The American Gaming Association and the National Center for Responsible Gaming are selling rubber bracelets -- the new millennium's bumper sticker and fashion statement wrapped into one; these are orange -- in order to push and finance their cause: to gamble responsibly.

Although Mohegan Sun and Foxwoods Resort Casino are not part of this program -- they work with the Connecticut Council on Problem Gambling on similar gambling awareness issues -- it is important for people in Eastern Connecticut and beyond to continue to be viligilant of potential gambling dangers.

As people in this region have seen, gambling and other casino activities provide many qualitative and needed jobs, and are a vast entertainment source, but it's also an enormously profitable business for the owners. Foxwoods and Mohegan Sun, for example, combined to bring in $52 milliona dayin June.

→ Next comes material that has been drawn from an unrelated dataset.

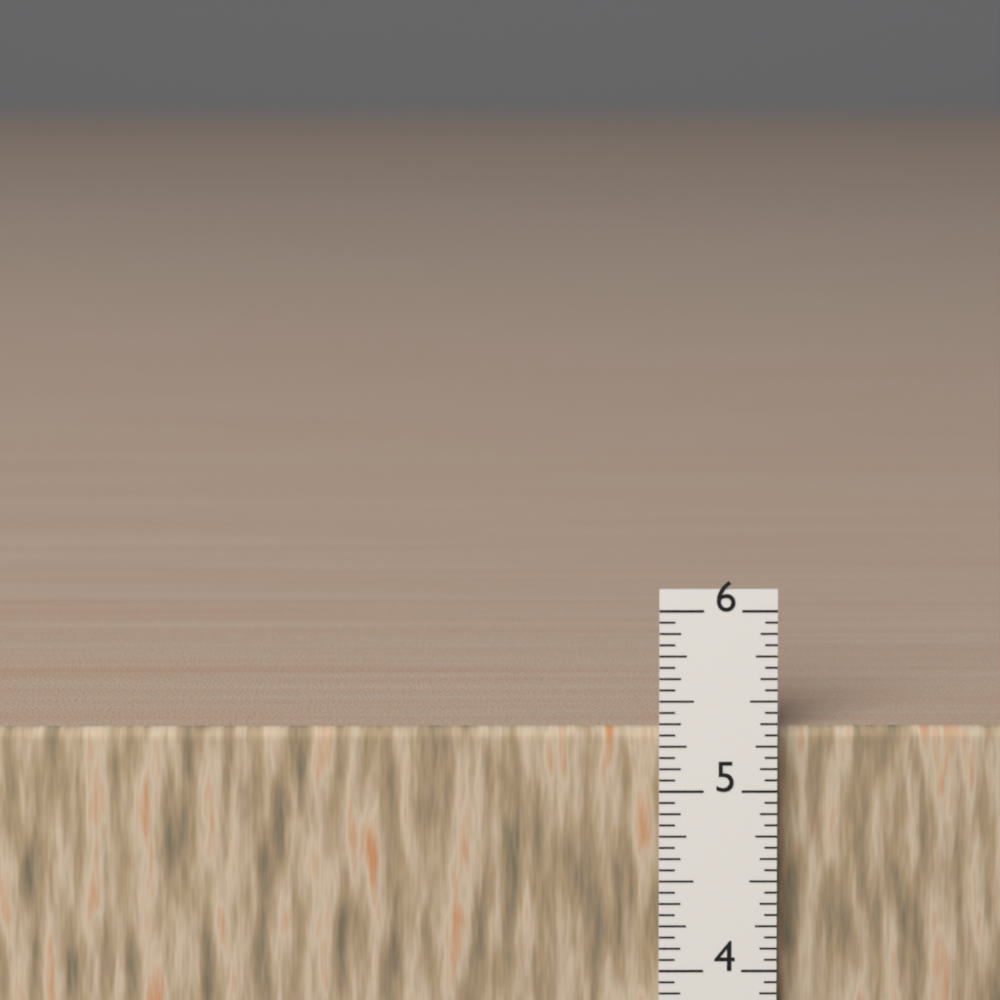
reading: 5.3125 in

Those riches come at the expense of gamblers -- a small percentage of whom have an addiction that can destroy lives.

Knowing this becomes more important as gambling booms outside of the confines and regulations of Las Vegas, Atlantic City, N.J., and Indian casinos. It's easy for anybody with a credit card and a computer to play high-stakes games online. And poker -- which now blankets TV -- is the latest national craze.

More troubling, poker is becoming a game of choice and an obsession for young people -- many times, inexplicably, with parental knowledge and consent.

Poker kits are marketed as family activities and there are reports from all over the country about how parties for teens, and younger, are organized in homes. Would these be the same parents who a generation ago would have asked their teens to enjoy a beer or an illegal drug in the living room instead of with friends in the woods? Gambling, last we checked, was only legal for adults.

That said, like many adult activities, done in moderation and within means, gambling for many can be an enjoyable time -- especially if it is entered as an activity, and not a profit-making venture.

When you enter a gambling hall, bring your common sense. The orange bracelet is optional.